We're both wondering where this phrase came from...

2006-12-14 22:15:07 · 13 answers · asked by Alison of the Shire 4 in Education & Reference Words & Wordplay

13 answers

On the face of it, the saying is self-evidently true, since if you buy a thing at half the price it’s going to be cheaper than paying full whack. But it’s one of those sayings that cause people to think it over and then shake their heads in bemusement. It seems from digging around that a lot of people are puzzled by it.

I was sure there was a single obvious meaning for it until I looked into Eric Partridge’s A Dictionary of Catch Phrases, as revised by Paul Beale. If something is cheap at half the price, it is argued there, then the price being asked must be reasonable, fair value. A glossary of Australian slang online gives much the same explanation, saying that it is “an expression of satisfaction over the cost of something”. Other sites online that use the phrase also seem to think it refers to a good thing.

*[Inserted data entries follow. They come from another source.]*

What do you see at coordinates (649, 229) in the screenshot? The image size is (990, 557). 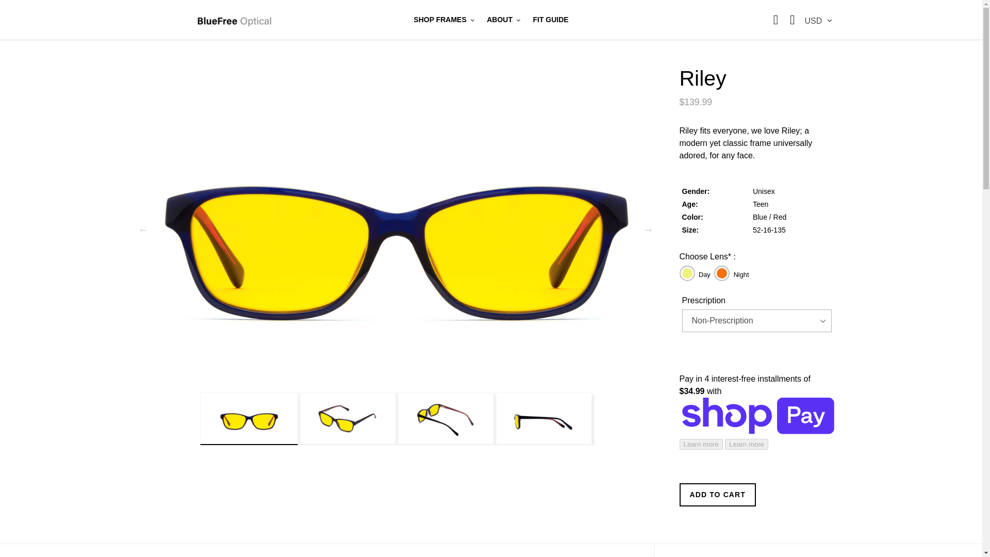 I see `Next` at bounding box center [649, 229].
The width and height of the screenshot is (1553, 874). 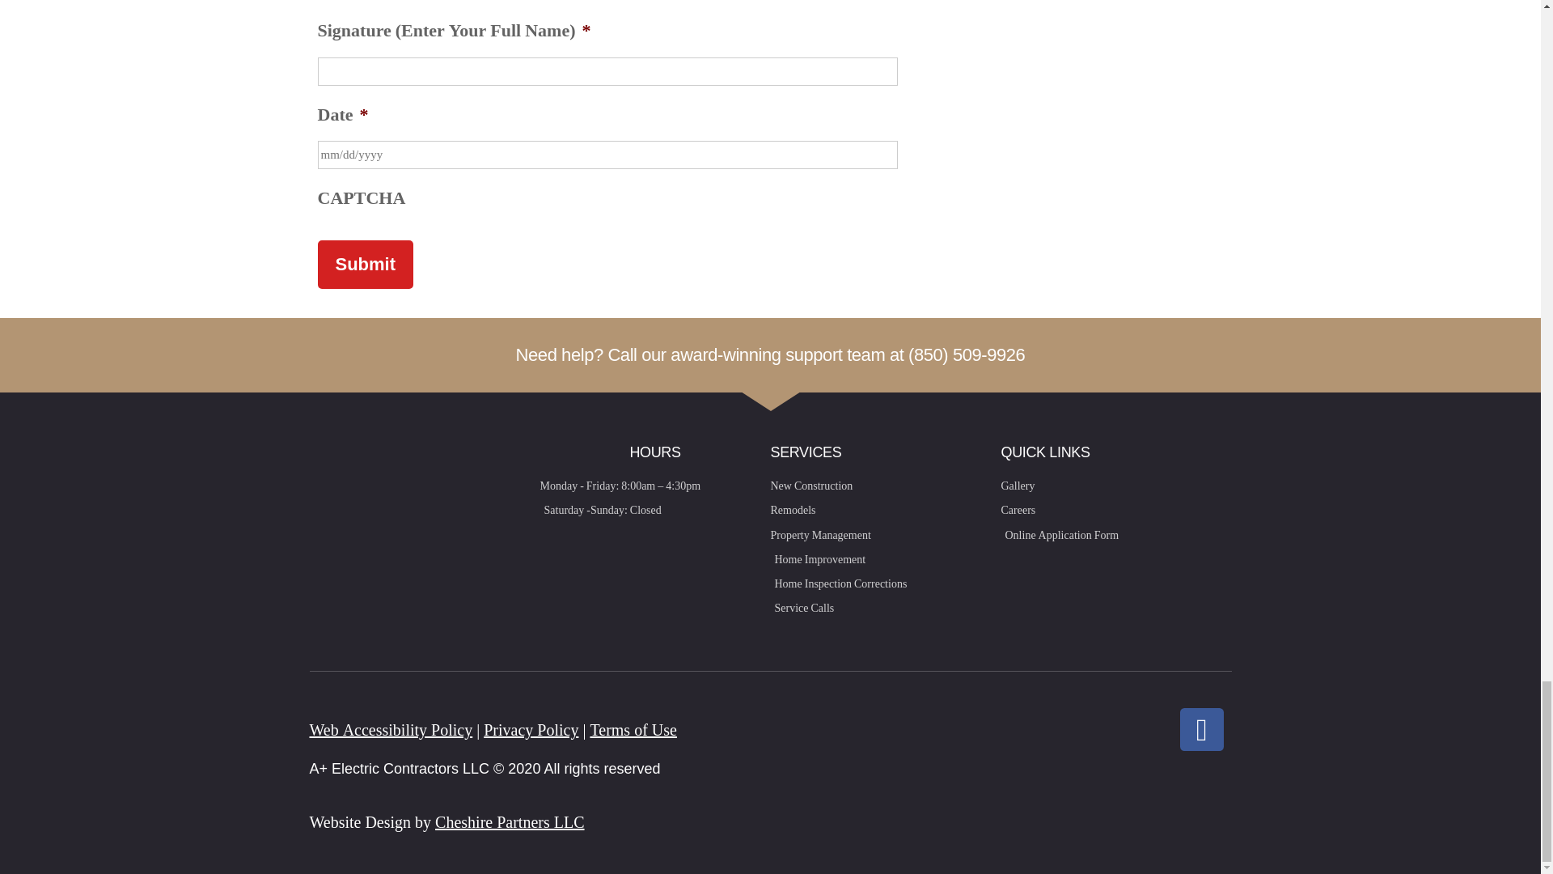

I don’t. I was sure before I started investigating (still am, come to that) that it’s a deliberate and humorous inversion of an old street trader’s cry. He might shout “cheap at twice the price”, so informing prospective customers that something he was selling was incredibly cheap and extremely good value. If it were cheap at half the price, on the other hand, it suggests that the price actually being charged is excessive. That was certainly the way my late father used it—to him, it was a sarcastic and dismissive comment on an item that was over-priced. “Wouldn’t touch it with a bargepole,” he might well have added. I find to my relief that my view equates exactly with that of the late Kingsley Amis, who wrote about it in the Observer in 1977 and who said firmly that it meant something was “bloody expensive”. The online Notes and Queries column of the Guardian newspaper has two replies by British readers to just this question and they also agree with me (or I with them, or all of us with Sir Kingsley).

The entry in A Dictionary of Catch Phrases remarks rather sadly, having gone into the matter, that this is a question that must be settled by leaving it unsettled. I disagree. However, as it stands it’s most certainly thoroughly confusing to anyone who might stumble across it. My guess is that, once the phrase moved away from its London street-trader roots, it became less easy to understand, and people who have tried to analyse it have come up with exactly the wrong idea. As a result, it’s best avoided unless you spell out exactly what you mean by it, but of course if you do that it loses most of its force.

2006-12-14 22:18:14 · answer #1 · answered by Anonymous · 3 1

I think it is ironic, and started out in life as 'Cheap at twice the price', which makes sense. Then someone who paid over the odds for an item used the new version in a sarcastic way, and now it's stuck! In my family we use similar irony for 'special offers', saying 'two for the price of three'.

2006-12-14 23:09:23 · answer #2 · answered by mad 7 · 1 0

"cheap at half the price"...so it is so cheap, that even if the price were doubled (i.e. it was only half the price) it would still be cheap.
I agree it is an old and convoluted saying. By today's standards it would make more sense to say cheap at double the price, but it means the same.

2006-12-14 22:22:00 · answer #3 · answered by Anonymous · 1 0

commonly once you purchase some thing for 0.5 fee, you're figuring out to purchase it on the wholesale fee, the fee the reseller bought it for. they commonly mark it up by using a minimum of 50% once you purchase it. So, to me this is not any longer fairly affordable, it truly is very nearly the right fee for the object.

2016-10-18 07:54:40 · answer #4 · answered by ? 4 · 0 0

It is usually said when someone buys something expensive and jokingly they say, 'it's cheap at half the price'

2006-12-14 22:18:20 · answer #5 · answered by Anonymous · 0 0

The expression is "Cheap at twice the price".

The 2005 Excalade you bought at $10,000 would be cheap if you paid $20,000.
-MM

2006-12-15 04:35:27 · answer #6 · answered by Anonymous · 1 0

maybe cheap at twice the price would make more sense

2006-12-14 22:26:55 · answer #7 · answered by welshelf 3 · 1 0

It probably came from an old Marketing Campaign years ago when you would go to your local corner shop to do all your shopping. Not like now when you go to the supermarket.

2006-12-14 22:19:58 · answer #8 · answered by Anonymous · 0 0

well it might mean that something is cheap because it is half its normal price....... it just might

2006-12-15 07:10:40 · answer #9 · answered by _mark_ 2 · 0 0

I think AL has nailed that one you can learn stuff on this site!